The Freedom of Information Act (FOIA, pronounced “foy-ah”) is one of the most important weapons in the reporter’s arsenal. Essentially, and with lots of exceptions and exclusions, it requires the government to supply documents on request. Journalism schools offer courses on how to file a FOIA request. Many exposés of official misbehavior would be impossible without FOIA. It’s almost like a subpoena power for journalists. It’s also a tremendous burden on government agencies—and some of its biggest users are not journalists but companies trolling for commercial information about their rivals.
California’s state version of FOIA is called the Public Records Act. Last fall, for reasons too boring to go into, an aide to State Attorney General (and once and possibly future governor) Jerry Brown covertly taped and transcribed a conversation with a reporter. (Taping phone conversations without the consent of everyone on the call is supposed to be illegal in California.) Several California papers requested this transcript as well as those of any other covertly taped phone conversations between journalists and the state attorney general’s office. The results included four interviews with Brown himself. Brown always “gives good quote,” as they say, and the dean of the Sacramento press corps, George Skelton of the Los Angeles Times, got a nice juicy column out of the transcripts. Nevertheless, he admitted,
it still makes me cringe. The public records act seems to be running amok when a reporter’s private interview with a public figure can be handed over to competitors … I’m no lawyer, but it seems to me that a reporter’s interview with a government official is not public business. It’s not like awarding contracts, appointing cronies or appeasing contributors.
Actually, it’s very much like all those things. An interview is a commercial transaction in which the reporter and the source each hope to gain something. Such exchanges rarely amount to anything illicit, but most FOIA requests, on all subjects, are dry holes. And many FOIA requests offend people’s sense of privacy or give succor to their enemies, rivals, or competitors. Now, Skelton knows how it feels, and he’s honest enough to say that he doesn’t like it (though in this case he benefited from it). But he never felt the law had “run amok” until it intruded (at least potentially) on his own commercial privacy.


PROBLEM TO WORK ON
The listing below has to be output exactly as given, less its pictures.

*****

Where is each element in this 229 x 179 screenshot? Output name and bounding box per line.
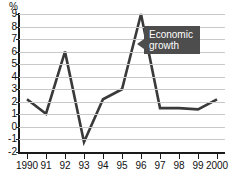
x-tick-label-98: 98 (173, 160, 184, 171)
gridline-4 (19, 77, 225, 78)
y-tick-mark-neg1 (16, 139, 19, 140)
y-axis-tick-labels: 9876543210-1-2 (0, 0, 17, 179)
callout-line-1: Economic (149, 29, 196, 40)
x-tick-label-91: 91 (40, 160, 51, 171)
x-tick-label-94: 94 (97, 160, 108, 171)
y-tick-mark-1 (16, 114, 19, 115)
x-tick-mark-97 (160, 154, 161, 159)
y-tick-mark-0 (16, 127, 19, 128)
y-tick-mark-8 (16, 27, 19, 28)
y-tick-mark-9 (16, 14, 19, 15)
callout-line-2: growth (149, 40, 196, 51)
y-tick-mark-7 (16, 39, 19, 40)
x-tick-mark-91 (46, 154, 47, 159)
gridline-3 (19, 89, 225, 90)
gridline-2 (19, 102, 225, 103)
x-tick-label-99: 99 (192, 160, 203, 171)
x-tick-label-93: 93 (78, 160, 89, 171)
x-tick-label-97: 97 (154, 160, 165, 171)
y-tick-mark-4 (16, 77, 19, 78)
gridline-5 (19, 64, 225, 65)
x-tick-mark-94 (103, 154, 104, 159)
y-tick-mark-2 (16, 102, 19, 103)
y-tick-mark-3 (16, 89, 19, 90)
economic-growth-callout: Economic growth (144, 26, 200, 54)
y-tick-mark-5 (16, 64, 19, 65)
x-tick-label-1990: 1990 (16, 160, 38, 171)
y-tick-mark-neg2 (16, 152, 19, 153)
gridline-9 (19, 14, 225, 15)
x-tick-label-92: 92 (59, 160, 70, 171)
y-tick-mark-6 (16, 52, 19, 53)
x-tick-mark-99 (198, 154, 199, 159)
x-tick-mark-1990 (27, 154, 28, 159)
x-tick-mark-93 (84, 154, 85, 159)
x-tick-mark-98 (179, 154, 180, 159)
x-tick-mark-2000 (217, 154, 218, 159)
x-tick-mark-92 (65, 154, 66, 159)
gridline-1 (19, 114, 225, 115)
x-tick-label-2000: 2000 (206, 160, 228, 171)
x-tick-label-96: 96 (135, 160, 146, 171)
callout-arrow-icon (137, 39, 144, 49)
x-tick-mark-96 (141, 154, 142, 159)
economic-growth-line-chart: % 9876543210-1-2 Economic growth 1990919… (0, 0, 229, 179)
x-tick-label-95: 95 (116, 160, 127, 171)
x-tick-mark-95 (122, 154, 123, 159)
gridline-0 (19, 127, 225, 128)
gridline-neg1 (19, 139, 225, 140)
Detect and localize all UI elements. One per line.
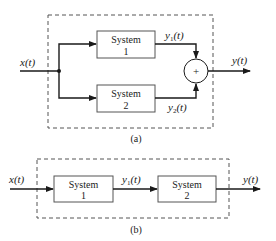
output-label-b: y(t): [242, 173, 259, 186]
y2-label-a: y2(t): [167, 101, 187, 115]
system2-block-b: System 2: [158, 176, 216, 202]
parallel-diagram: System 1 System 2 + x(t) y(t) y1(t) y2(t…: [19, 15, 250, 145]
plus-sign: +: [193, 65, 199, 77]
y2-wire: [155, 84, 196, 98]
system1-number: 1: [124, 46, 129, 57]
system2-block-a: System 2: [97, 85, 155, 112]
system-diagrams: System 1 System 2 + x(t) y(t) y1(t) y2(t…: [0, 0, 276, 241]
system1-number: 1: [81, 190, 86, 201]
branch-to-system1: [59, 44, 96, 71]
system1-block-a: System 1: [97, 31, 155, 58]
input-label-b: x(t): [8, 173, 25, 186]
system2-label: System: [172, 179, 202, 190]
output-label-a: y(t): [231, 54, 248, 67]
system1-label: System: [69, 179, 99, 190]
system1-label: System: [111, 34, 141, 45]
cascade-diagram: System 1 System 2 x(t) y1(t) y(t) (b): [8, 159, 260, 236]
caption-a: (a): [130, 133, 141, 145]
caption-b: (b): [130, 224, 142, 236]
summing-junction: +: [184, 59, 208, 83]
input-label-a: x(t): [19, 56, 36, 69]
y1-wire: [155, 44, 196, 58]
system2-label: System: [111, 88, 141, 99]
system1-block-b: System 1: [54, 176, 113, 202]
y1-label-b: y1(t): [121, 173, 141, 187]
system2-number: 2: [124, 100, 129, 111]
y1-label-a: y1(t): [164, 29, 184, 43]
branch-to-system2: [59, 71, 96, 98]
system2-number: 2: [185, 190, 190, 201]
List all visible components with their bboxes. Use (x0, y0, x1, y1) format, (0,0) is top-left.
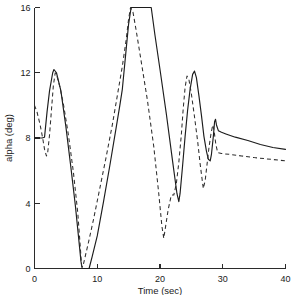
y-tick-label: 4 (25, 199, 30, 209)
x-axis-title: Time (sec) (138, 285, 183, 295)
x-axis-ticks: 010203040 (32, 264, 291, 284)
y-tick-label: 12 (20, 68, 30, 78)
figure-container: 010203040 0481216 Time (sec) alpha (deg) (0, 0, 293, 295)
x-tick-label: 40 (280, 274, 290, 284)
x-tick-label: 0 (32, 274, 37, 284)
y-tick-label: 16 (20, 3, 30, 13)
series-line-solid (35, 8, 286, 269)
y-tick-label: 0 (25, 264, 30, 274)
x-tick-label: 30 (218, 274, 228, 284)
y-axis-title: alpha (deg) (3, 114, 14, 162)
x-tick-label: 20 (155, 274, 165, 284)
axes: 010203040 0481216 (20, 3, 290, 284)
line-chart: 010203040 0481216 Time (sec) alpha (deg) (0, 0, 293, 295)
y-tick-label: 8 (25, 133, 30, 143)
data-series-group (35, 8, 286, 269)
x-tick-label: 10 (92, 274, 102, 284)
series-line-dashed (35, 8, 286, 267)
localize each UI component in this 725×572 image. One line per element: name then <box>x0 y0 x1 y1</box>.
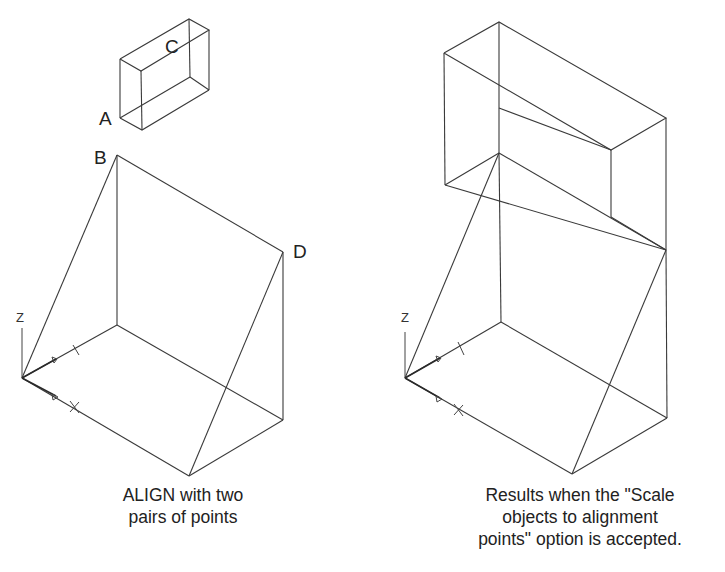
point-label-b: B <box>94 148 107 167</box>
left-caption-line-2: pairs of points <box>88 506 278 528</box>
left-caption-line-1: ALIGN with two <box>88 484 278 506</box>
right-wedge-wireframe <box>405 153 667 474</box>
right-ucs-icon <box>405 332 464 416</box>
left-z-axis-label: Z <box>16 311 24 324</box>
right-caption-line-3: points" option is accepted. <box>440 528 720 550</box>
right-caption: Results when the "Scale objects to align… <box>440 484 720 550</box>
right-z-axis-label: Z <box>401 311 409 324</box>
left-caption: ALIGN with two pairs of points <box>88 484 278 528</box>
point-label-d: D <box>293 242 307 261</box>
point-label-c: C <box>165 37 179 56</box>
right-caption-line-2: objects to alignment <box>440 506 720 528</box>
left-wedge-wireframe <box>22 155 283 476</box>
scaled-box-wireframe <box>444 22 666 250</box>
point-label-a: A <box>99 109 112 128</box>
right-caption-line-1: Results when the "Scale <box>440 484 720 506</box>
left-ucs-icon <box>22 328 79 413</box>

*****

RESPONSE TO THE TASK
Where is each element in this 229 x 179 screenshot? Output name and bounding box per line.
x-tick-label-98: 98 (173, 160, 184, 171)
gridline-4 (19, 77, 225, 78)
y-tick-mark-neg1 (16, 139, 19, 140)
y-axis-tick-labels: 9876543210-1-2 (0, 0, 17, 179)
callout-line-1: Economic (149, 29, 196, 40)
x-tick-label-91: 91 (40, 160, 51, 171)
x-tick-label-94: 94 (97, 160, 108, 171)
y-tick-mark-1 (16, 114, 19, 115)
x-tick-mark-97 (160, 154, 161, 159)
y-tick-mark-0 (16, 127, 19, 128)
y-tick-mark-8 (16, 27, 19, 28)
y-tick-mark-9 (16, 14, 19, 15)
callout-line-2: growth (149, 40, 196, 51)
y-tick-mark-7 (16, 39, 19, 40)
x-tick-mark-91 (46, 154, 47, 159)
gridline-3 (19, 89, 225, 90)
gridline-2 (19, 102, 225, 103)
x-tick-label-99: 99 (192, 160, 203, 171)
x-tick-label-93: 93 (78, 160, 89, 171)
x-tick-label-97: 97 (154, 160, 165, 171)
y-tick-mark-4 (16, 77, 19, 78)
gridline-5 (19, 64, 225, 65)
x-tick-mark-94 (103, 154, 104, 159)
y-tick-mark-2 (16, 102, 19, 103)
y-tick-mark-3 (16, 89, 19, 90)
economic-growth-callout: Economic growth (144, 26, 200, 54)
y-tick-mark-5 (16, 64, 19, 65)
x-tick-label-1990: 1990 (16, 160, 38, 171)
y-tick-mark-neg2 (16, 152, 19, 153)
gridline-9 (19, 14, 225, 15)
x-tick-label-92: 92 (59, 160, 70, 171)
y-tick-mark-6 (16, 52, 19, 53)
x-tick-mark-99 (198, 154, 199, 159)
x-tick-mark-1990 (27, 154, 28, 159)
x-tick-mark-93 (84, 154, 85, 159)
x-tick-mark-98 (179, 154, 180, 159)
x-tick-mark-2000 (217, 154, 218, 159)
x-tick-mark-92 (65, 154, 66, 159)
gridline-1 (19, 114, 225, 115)
x-tick-label-2000: 2000 (206, 160, 228, 171)
x-tick-label-96: 96 (135, 160, 146, 171)
callout-arrow-icon (137, 39, 144, 49)
x-tick-mark-96 (141, 154, 142, 159)
economic-growth-line-chart: % 9876543210-1-2 Economic growth 1990919… (0, 0, 229, 179)
x-tick-label-95: 95 (116, 160, 127, 171)
x-tick-mark-95 (122, 154, 123, 159)
gridline-0 (19, 127, 225, 128)
gridline-neg1 (19, 139, 225, 140)
Detect and localize all UI elements. One per line.
output-label-b: y(t): [242, 173, 259, 186]
y2-label-a: y2(t): [167, 101, 187, 115]
system2-block-b: System 2: [158, 176, 216, 202]
parallel-diagram: System 1 System 2 + x(t) y(t) y1(t) y2(t…: [19, 15, 250, 145]
plus-sign: +: [193, 65, 199, 77]
y2-wire: [155, 84, 196, 98]
system1-number: 1: [124, 46, 129, 57]
system2-block-a: System 2: [97, 85, 155, 112]
system-diagrams: System 1 System 2 + x(t) y(t) y1(t) y2(t…: [0, 0, 276, 241]
system1-number: 1: [81, 190, 86, 201]
branch-to-system1: [59, 44, 96, 71]
system1-block-a: System 1: [97, 31, 155, 58]
input-label-b: x(t): [8, 173, 25, 186]
system2-label: System: [172, 179, 202, 190]
output-label-a: y(t): [231, 54, 248, 67]
system1-label: System: [69, 179, 99, 190]
system1-label: System: [111, 34, 141, 45]
cascade-diagram: System 1 System 2 x(t) y1(t) y(t) (b): [8, 159, 260, 236]
caption-a: (a): [130, 133, 141, 145]
caption-b: (b): [130, 224, 142, 236]
summing-junction: +: [184, 59, 208, 83]
input-label-a: x(t): [19, 56, 36, 69]
y1-wire: [155, 44, 196, 58]
system2-label: System: [111, 88, 141, 99]
system1-block-b: System 1: [54, 176, 113, 202]
y1-label-b: y1(t): [121, 173, 141, 187]
system2-number: 2: [124, 100, 129, 111]
y1-label-a: y1(t): [164, 29, 184, 43]
branch-to-system2: [59, 71, 96, 98]
system2-number: 2: [185, 190, 190, 201]
List all visible components with their bboxes. Use (x0, y0, x1, y1) format, (0,0) is top-left.
y-tick-label: 4 (25, 199, 30, 209)
x-axis-title: Time (sec) (138, 285, 183, 295)
x-axis-ticks: 010203040 (32, 264, 291, 284)
y-tick-label: 12 (20, 68, 30, 78)
figure-container: 010203040 0481216 Time (sec) alpha (deg) (0, 0, 293, 295)
x-tick-label: 40 (280, 274, 290, 284)
x-tick-label: 0 (32, 274, 37, 284)
y-tick-label: 16 (20, 3, 30, 13)
series-line-solid (35, 8, 286, 269)
y-tick-label: 0 (25, 264, 30, 274)
x-tick-label: 30 (218, 274, 228, 284)
y-axis-title: alpha (deg) (3, 114, 14, 162)
x-tick-label: 20 (155, 274, 165, 284)
axes: 010203040 0481216 (20, 3, 290, 284)
line-chart: 010203040 0481216 Time (sec) alpha (deg) (0, 0, 293, 295)
y-tick-label: 8 (25, 133, 30, 143)
data-series-group (35, 8, 286, 269)
x-tick-label: 10 (92, 274, 102, 284)
series-line-dashed (35, 8, 286, 267)
localize each UI component in this 725×572 image. One line per element: name then <box>x0 y0 x1 y1</box>.
point-label-b: B <box>94 148 107 167</box>
left-caption-line-2: pairs of points <box>88 506 278 528</box>
left-caption-line-1: ALIGN with two <box>88 484 278 506</box>
right-wedge-wireframe <box>405 153 667 474</box>
right-ucs-icon <box>405 332 464 416</box>
left-z-axis-label: Z <box>16 311 24 324</box>
right-caption-line-3: points" option is accepted. <box>440 528 720 550</box>
right-caption: Results when the "Scale objects to align… <box>440 484 720 550</box>
right-z-axis-label: Z <box>401 311 409 324</box>
left-caption: ALIGN with two pairs of points <box>88 484 278 528</box>
point-label-d: D <box>293 242 307 261</box>
point-label-c: C <box>165 37 179 56</box>
right-caption-line-2: objects to alignment <box>440 506 720 528</box>
left-wedge-wireframe <box>22 155 283 476</box>
scaled-box-wireframe <box>444 22 666 250</box>
point-label-a: A <box>99 109 112 128</box>
right-caption-line-1: Results when the "Scale <box>440 484 720 506</box>
left-ucs-icon <box>22 328 79 413</box>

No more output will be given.